Commissioners expressed alarm that the proposal originated in Alabama communities farther north but was relocated closer to Florida after earlier opposition succeeded.
Board Chairman Paul Mixon, whose district borders the affected region, said the potential contamination zone covers a vast swath of northeastern Okaloosa County.
“My suggestion is that we take extremely strong opposition to this and make it known publicly — not just in Florida, but in Washington, where the permits are decided,” he said.
Commissioner Trey Goodwin compared the project to a neighboring state exporting its pollution across the line.
“It’s basically a dump,” Goodwin said. “It’s like saying, ‘I’ve got garbage in my yard, so I’ll put it in my neighbor’s yard.’ We need to pull out our full arsenal to fight this.”
Goodwin urged the county to engage federal lobbyists, coordinate with state officials, and authorize the county attorney to intervene directly in the permitting process — including potential litigation — at both the state and federal levels.
Commissioner Sherri Cox, who previously worked with hazardous industrial chemicals, said the threat is personal.
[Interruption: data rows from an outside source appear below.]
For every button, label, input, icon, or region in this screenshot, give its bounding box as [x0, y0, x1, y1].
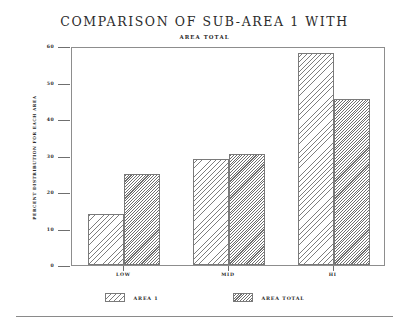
y-tick-label: 0 [8, 263, 54, 268]
legend-swatch-icon-area-total [233, 293, 253, 302]
y-tick-label: 10 [8, 227, 54, 232]
x-tick-mark [123, 266, 124, 271]
y-tick-label: 30 [8, 154, 54, 159]
y-tick-label: 60 [8, 44, 54, 49]
chart-subtitle: AREA TOTAL [0, 34, 409, 40]
legend-label-area-1: AREA 1 [134, 295, 159, 301]
x-tick-label-low: LOW [93, 272, 153, 277]
y-tick-label: 40 [8, 117, 54, 122]
plot-area [71, 47, 385, 266]
bar-hi-area-total [334, 99, 370, 265]
y-tick-mark [58, 230, 70, 231]
bar-mid-area-1 [193, 159, 229, 265]
legend-swatch-icon-area-1 [105, 293, 125, 302]
y-tick-mark [58, 157, 70, 158]
x-tick-mark [333, 266, 334, 271]
x-tick-mark [228, 266, 229, 271]
bar-mid-area-total [229, 154, 265, 265]
chart-figure: COMPARISON OF SUB-AREA 1 WITH AREA TOTAL… [0, 0, 409, 332]
footer-divider [16, 316, 393, 317]
legend-item-area-1: AREA 1 [105, 293, 159, 302]
y-tick-label: 50 [8, 81, 54, 86]
bar-low-area-1 [88, 214, 124, 265]
y-tick-label: 20 [8, 190, 54, 195]
y-tick-mark [58, 193, 70, 194]
bar-low-area-total [124, 174, 160, 265]
y-tick-mark [58, 266, 70, 267]
y-tick-mark [58, 84, 70, 85]
chart-legend: AREA 1 AREA TOTAL [0, 293, 409, 302]
legend-item-area-total: AREA TOTAL [233, 293, 305, 302]
bars-container [72, 48, 384, 265]
bar-hi-area-1 [298, 53, 334, 265]
x-tick-label-hi: HI [303, 272, 363, 277]
y-tick-mark [58, 47, 70, 48]
legend-label-area-total: AREA TOTAL [262, 295, 305, 301]
x-tick-label-mid: MID [198, 272, 258, 277]
chart-title: COMPARISON OF SUB-AREA 1 WITH [0, 14, 409, 29]
y-tick-mark [58, 120, 70, 121]
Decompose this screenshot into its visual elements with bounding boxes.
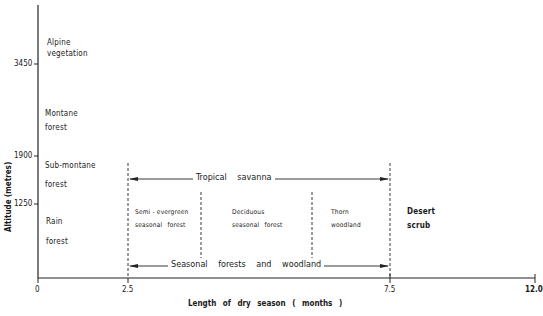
y-tick-1900: 1900 <box>14 151 32 160</box>
x-tick-0: 0 <box>35 285 40 294</box>
y-tick-1250: 1250 <box>14 199 32 208</box>
zone-rain-forest: Rain forest <box>46 215 68 249</box>
zone-deciduous-seasonal-forest: Deciduous seasonal forest <box>232 206 282 232</box>
y-tick-3450: 3450 <box>14 59 32 68</box>
zone-montane-forest: Montane forest <box>45 107 78 135</box>
y-axis-label: Altitude (metres) <box>4 162 13 232</box>
seasonal-forests-label: Seasonal forests and woodland <box>168 259 324 269</box>
zone-thorn-woodland: Thorn woodland <box>331 206 361 232</box>
x-tick-2-5: 2.5 <box>122 285 133 294</box>
x-tick-7-5: 7.5 <box>384 285 395 294</box>
x-axis-label: Length of dry season ( months ) <box>188 299 342 308</box>
zone-desert-scrub: Desert scrub <box>407 205 435 233</box>
zone-sub-montane-forest: Sub-montane forest <box>45 159 96 192</box>
zone-semi-evergreen-seasonal-forest: Semi - evergreen seasonal forest <box>135 206 188 232</box>
x-tick-12-0: 12.0 <box>525 285 543 294</box>
zone-alpine-vegetation: Alpine vegetation <box>47 37 88 59</box>
tropical-savanna-label: Tropical savanna <box>193 172 275 182</box>
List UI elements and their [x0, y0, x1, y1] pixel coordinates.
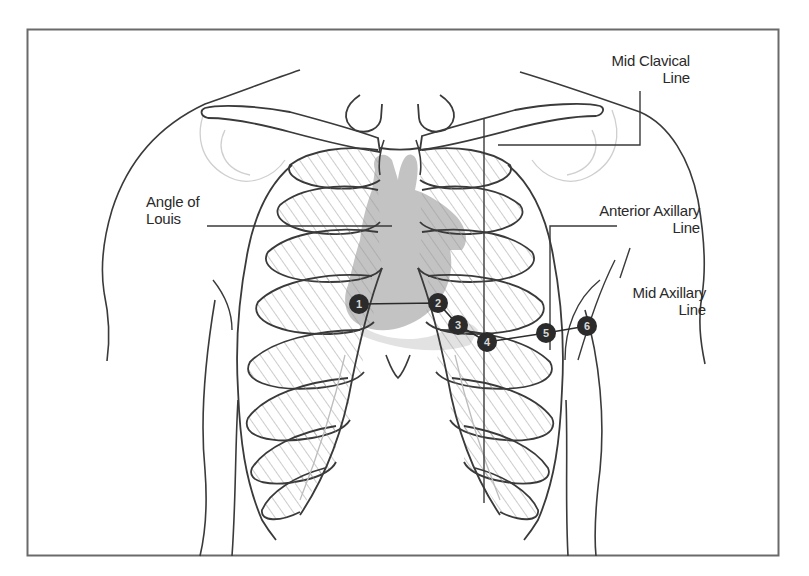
svg-text:2: 2 — [435, 297, 441, 309]
svg-text:6: 6 — [584, 320, 590, 332]
svg-text:1: 1 — [356, 298, 362, 310]
electrode-v4: 4 — [477, 332, 497, 352]
label-anterior-axillary-line: Anterior Axillary Line — [560, 202, 700, 236]
label-line-1: Anterior Axillary — [560, 202, 700, 219]
electrode-v3: 3 — [448, 315, 468, 335]
label-line-1: Mid Clavical — [560, 52, 690, 69]
label-line-1: Mid Axillary — [600, 284, 706, 301]
electrode-v2: 2 — [428, 293, 448, 313]
electrode-v5: 5 — [536, 323, 556, 343]
label-mid-clavical-line: Mid Clavical Line — [560, 52, 690, 86]
ecg-lead-placement-diagram: 1 2 3 4 5 6 Mid Clavical Line Angle of L… — [0, 0, 809, 576]
label-line-2: Line — [560, 69, 690, 86]
label-angle-of-louis: Angle of Louis — [146, 193, 236, 227]
label-line-1: Angle of — [146, 193, 236, 210]
svg-text:4: 4 — [484, 336, 491, 348]
label-line-2: Line — [600, 301, 706, 318]
label-line-2: Line — [560, 219, 700, 236]
electrode-v6: 6 — [577, 316, 597, 336]
label-mid-axillary-line: Mid Axillary Line — [600, 284, 706, 318]
svg-text:3: 3 — [455, 319, 461, 331]
label-line-2: Louis — [146, 210, 236, 227]
svg-text:5: 5 — [543, 327, 549, 339]
electrode-v1: 1 — [349, 294, 369, 314]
“It blows my mind that they want to store this less than 100 miles from the Gulf,” she said. “Forever chemicals, hexavalent chromium — I’ve seen what contaminants can do. I will fight this with everything I have.”
Commissioner Carolyn Ketchel said the proposal threatens one of Florida’s most valuable assets.
“Our aquifer is the envy of everybody, and everybody wants that water,” Ketchel said. “If we had been asleep at the wheel, they might have gotten away with it. We need to open fire on this.”
Commissioner Drew Palmer added that communities farther north in Alabama had already defeated similar proposals — only for the project to be moved south.
“It shows there’s precedent for fighting this,” Palmer said. “Water does not obey state boundaries.”
Though the proposed project would physically sit in south Alabama, Okaloosa County officials say the consequences — in a worst-case scenario — would be felt most acutely in Florida.
The Floridan Aquifer, one of the most productive on Earth, supplies drinking water to millions across multiple states. Expert analyses, including those cited by the Sustainability Directory, warn that carbon-storage wells can leak through cracks, fissures, or borehole failures, allowing CO₂ — or contaminated fluids displaced by it — to migrate into freshwater systems.
“You cannot inspect a cavern a mile underground the same way you can inspect a water tank,” Coffey said during the meeting. “Once it’s injected, there is no undo button.”
Okaloosa’s stance gained reinforcement weeks earlier in Walton County, where Alabama Rep. Matthew Hammett (R-92nd District) addressed the Walton County Commission about the same project. Hammett warned that Reliant — the company behind the pipeline and injection wells — intends to bury up to 500 million cubic tons of CO₂ annually.
“One of the storage sites is within two miles of Paxton,” Hammett said, calling on Florida officials to pressure members of Congress and to oppose the granting of federal permits.
Hammett has also filed Alabama House Bill 64, a measure that would ban CO₂ disposal wells statewide. The Alabama Legislature reconvenes in January 2026.
A Walton County resident told commissioners the contamination risk cannot be overstated. “It will go into our aquifer — and into our bodies,” she said. “We already struggle with water quality. We don’t want this.”
The company behind the proposal must still obtain approvals from the Environmental Protection Agency and the Alabama Oil and Gas Board — processes that could take months or years and may involve formal objections and evidentiary hearings.
Okaloosa County commissioners say they intend to be involved at every stage.
“This is a threat to the health of our people and our environment,” Mixon said. “We will oppose it with everything we have.”